Schema is code that states facts about your page in a format machines parse without guessing - this is a product, this is its price, this is an FAQ with these exact answers. It doesn't guarantee rich results, but it removes ambiguity that would otherwise cost you a chance at one. Organization, Product, FAQPage and BreadcrumbList are the schema types most sites are missing.

Speed and mobile usability

Core Web Vitals and mobile-friendliness are technical SEO too - they're ranking signals Google measures directly rather than infers. A page that's slow or breaks on a phone screen is a technical fault, not a content one, and no amount of rewriting fixes it.

How to check yours without guessing

Most of this is invisible until you look - crawl errors, index bloat, and missing schema rarely show up just from browsing your own site. A scan that checks crawlability, indexing signals, structured data and Core Web Vitals together, rather than one at a time, is the fastest way to find out which of these is actually costing you. AuditHQ's Technical suite runs hundreds of these checks in one pass.

Frequently asked questions

Is technical SEO different from content SEO?

Yes. Technical SEO is whether search engines can access and understand your site at all - crawling, indexing, speed, structured data. Content SEO is whether what is on the page actually answers the query well. Both matter, but a technical fault can make great content invisible regardless of quality.

Do I need a developer to fix technical SEO?

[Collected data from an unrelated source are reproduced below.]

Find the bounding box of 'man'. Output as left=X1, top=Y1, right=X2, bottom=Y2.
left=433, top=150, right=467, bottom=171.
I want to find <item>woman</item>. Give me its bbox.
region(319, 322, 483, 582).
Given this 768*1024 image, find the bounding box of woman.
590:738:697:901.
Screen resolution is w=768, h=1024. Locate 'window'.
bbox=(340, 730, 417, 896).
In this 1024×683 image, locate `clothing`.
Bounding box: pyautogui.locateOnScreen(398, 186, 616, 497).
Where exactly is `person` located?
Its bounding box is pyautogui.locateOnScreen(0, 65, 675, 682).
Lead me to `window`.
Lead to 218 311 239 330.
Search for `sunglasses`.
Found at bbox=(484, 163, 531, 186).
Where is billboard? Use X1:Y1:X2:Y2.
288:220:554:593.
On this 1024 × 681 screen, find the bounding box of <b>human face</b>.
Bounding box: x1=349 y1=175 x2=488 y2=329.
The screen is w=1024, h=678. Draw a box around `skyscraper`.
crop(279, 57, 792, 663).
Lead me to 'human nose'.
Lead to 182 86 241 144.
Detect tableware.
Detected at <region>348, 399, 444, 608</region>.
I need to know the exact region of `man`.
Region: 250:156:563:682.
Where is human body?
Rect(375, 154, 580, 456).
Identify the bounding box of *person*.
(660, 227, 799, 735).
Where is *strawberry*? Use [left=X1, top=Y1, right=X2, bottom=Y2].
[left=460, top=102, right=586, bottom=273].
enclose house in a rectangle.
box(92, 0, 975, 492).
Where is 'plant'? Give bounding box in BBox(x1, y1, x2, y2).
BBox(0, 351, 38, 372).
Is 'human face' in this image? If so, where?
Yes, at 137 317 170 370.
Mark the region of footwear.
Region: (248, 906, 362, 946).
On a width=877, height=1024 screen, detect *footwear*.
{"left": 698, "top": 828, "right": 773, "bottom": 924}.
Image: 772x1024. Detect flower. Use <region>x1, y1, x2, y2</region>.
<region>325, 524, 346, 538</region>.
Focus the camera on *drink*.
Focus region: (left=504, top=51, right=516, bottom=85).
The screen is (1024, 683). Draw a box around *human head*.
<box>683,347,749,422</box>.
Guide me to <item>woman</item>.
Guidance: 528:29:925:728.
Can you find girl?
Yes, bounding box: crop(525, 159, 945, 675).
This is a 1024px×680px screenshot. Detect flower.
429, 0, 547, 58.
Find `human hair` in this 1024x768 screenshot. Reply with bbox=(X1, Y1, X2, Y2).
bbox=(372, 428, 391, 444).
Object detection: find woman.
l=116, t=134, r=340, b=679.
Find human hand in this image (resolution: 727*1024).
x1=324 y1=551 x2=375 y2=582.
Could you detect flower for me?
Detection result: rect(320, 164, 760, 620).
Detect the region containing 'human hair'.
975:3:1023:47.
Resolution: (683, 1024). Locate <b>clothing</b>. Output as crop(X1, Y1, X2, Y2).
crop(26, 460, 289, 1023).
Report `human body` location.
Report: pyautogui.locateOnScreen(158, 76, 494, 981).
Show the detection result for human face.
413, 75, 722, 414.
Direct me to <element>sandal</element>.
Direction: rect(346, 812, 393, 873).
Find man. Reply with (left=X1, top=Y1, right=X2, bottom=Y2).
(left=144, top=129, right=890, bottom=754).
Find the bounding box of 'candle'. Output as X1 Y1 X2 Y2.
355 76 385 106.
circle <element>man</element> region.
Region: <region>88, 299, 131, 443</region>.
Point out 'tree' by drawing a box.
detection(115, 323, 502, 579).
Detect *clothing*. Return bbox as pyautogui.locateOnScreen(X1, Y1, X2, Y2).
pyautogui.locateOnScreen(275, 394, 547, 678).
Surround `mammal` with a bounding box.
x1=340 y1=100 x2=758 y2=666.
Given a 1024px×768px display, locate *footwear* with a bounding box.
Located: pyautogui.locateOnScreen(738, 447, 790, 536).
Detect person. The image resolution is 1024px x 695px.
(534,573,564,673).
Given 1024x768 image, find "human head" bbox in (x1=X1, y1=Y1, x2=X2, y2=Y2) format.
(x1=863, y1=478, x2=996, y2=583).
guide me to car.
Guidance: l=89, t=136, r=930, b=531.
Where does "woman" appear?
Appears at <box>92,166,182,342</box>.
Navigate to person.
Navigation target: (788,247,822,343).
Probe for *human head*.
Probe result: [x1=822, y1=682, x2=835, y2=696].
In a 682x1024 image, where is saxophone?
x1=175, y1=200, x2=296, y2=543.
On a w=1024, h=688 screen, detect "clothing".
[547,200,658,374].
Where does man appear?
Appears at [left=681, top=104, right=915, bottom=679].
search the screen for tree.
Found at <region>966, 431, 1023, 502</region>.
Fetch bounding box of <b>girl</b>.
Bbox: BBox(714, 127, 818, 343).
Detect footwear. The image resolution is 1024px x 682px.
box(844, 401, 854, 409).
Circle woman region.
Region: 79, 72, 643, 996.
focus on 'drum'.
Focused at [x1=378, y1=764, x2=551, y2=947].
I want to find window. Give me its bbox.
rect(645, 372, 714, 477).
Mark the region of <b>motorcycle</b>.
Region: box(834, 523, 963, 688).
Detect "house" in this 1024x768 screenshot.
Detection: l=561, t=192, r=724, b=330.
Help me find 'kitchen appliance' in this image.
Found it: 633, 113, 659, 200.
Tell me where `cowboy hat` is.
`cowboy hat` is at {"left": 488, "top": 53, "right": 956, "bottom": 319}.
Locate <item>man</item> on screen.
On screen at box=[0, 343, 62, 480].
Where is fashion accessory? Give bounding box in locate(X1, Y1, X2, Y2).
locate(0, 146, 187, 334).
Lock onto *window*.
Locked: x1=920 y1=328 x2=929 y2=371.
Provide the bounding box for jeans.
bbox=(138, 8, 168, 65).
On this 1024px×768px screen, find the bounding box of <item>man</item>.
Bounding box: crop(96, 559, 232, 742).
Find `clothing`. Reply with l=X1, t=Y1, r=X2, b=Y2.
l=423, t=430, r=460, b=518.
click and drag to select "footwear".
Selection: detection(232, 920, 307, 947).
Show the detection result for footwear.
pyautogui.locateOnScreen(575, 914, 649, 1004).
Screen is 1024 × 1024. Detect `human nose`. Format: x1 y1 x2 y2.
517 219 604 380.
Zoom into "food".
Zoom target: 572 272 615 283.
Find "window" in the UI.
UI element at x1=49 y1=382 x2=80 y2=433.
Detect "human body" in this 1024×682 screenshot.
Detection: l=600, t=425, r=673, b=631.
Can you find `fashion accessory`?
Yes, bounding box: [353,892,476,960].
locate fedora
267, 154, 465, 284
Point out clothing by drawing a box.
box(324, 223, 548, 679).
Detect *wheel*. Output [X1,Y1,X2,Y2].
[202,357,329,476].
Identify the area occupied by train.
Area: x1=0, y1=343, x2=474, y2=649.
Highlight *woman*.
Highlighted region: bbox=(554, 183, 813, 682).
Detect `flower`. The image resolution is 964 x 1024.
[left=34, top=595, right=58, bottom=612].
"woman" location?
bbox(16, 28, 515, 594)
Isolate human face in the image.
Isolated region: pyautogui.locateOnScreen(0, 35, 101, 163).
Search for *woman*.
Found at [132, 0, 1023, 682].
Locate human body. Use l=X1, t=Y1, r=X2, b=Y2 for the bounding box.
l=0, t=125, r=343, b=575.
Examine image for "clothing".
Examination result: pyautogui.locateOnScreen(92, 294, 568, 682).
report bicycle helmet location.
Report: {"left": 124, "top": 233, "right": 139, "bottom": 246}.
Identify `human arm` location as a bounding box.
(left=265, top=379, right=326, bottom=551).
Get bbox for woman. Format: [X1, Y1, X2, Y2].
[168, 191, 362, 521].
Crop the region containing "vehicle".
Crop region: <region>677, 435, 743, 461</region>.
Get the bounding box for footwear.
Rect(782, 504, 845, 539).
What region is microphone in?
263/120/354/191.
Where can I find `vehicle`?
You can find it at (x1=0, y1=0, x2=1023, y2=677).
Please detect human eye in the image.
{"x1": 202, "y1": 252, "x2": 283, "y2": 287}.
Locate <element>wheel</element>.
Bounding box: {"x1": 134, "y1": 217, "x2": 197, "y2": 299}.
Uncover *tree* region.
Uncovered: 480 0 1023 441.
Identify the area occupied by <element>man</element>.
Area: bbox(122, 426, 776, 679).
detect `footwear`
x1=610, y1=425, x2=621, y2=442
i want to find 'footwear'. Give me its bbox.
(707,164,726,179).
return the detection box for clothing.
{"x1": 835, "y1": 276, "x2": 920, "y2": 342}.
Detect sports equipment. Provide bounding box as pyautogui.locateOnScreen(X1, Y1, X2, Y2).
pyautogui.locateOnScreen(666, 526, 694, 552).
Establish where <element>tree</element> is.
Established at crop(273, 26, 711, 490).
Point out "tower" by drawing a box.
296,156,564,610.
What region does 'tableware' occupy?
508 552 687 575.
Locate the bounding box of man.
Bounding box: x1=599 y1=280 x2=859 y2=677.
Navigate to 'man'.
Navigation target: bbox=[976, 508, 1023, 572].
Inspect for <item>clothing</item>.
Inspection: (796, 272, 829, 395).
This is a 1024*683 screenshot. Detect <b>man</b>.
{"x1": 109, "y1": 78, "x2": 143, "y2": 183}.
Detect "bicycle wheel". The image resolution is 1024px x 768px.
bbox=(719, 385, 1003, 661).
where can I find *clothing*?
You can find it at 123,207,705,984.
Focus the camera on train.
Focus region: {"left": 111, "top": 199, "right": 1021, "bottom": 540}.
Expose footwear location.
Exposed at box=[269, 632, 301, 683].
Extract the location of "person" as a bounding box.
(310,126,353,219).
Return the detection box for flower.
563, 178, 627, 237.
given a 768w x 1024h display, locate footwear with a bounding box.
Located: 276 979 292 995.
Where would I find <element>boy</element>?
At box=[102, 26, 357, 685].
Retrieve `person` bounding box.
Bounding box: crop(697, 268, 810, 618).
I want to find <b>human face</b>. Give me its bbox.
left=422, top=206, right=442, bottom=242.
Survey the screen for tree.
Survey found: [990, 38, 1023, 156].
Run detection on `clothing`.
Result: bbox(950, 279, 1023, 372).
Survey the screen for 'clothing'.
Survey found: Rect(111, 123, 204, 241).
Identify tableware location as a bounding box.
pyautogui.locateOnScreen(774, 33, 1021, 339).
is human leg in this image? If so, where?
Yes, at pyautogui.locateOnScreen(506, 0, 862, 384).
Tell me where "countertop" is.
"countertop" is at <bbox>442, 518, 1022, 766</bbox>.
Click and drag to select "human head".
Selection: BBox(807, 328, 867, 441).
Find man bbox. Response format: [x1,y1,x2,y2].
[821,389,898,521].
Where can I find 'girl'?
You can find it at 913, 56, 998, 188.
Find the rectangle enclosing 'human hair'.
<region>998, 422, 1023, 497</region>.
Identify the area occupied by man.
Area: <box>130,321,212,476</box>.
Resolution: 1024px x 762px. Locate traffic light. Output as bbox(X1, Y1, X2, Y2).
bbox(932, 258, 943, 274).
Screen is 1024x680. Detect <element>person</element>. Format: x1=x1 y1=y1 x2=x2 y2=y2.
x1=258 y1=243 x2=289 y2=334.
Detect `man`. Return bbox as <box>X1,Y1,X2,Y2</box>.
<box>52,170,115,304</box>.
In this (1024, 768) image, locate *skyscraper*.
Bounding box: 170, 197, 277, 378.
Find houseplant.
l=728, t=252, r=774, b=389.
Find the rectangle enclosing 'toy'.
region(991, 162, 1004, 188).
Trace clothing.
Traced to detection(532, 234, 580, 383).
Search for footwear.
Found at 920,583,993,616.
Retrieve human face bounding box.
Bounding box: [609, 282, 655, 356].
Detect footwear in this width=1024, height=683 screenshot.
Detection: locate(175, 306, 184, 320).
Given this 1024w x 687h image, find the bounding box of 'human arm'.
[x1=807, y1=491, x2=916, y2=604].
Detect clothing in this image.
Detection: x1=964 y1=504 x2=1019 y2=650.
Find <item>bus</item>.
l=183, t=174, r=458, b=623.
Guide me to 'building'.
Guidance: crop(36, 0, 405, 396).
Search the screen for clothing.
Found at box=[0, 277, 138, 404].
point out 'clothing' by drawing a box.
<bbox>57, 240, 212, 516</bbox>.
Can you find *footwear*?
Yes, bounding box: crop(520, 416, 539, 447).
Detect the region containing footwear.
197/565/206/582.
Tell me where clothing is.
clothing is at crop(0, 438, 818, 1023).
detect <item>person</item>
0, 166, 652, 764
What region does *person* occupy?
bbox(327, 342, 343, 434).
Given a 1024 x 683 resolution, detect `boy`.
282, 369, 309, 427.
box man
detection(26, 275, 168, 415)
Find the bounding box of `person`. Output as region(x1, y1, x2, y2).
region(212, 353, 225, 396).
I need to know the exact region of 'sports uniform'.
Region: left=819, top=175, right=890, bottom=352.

Often, no. Sitemap and robots.txt fixes, basic schema, and image compression are doable on most CMS platforms without code. Deeper issues, like rendering problems, server response times, or complex redirect logic, usually need developer help, but a proper diagnosis first means you only pay for what is actually broken.

How often should I check technical SEO?

After any redesign, migration or platform change, always - these are the most common causes of sudden ranking drops. Otherwise, a quarterly check catches drift before it compounds: a forgotten noindex tag or broken sitemap can sit unnoticed for months and quietly erase your search visibility.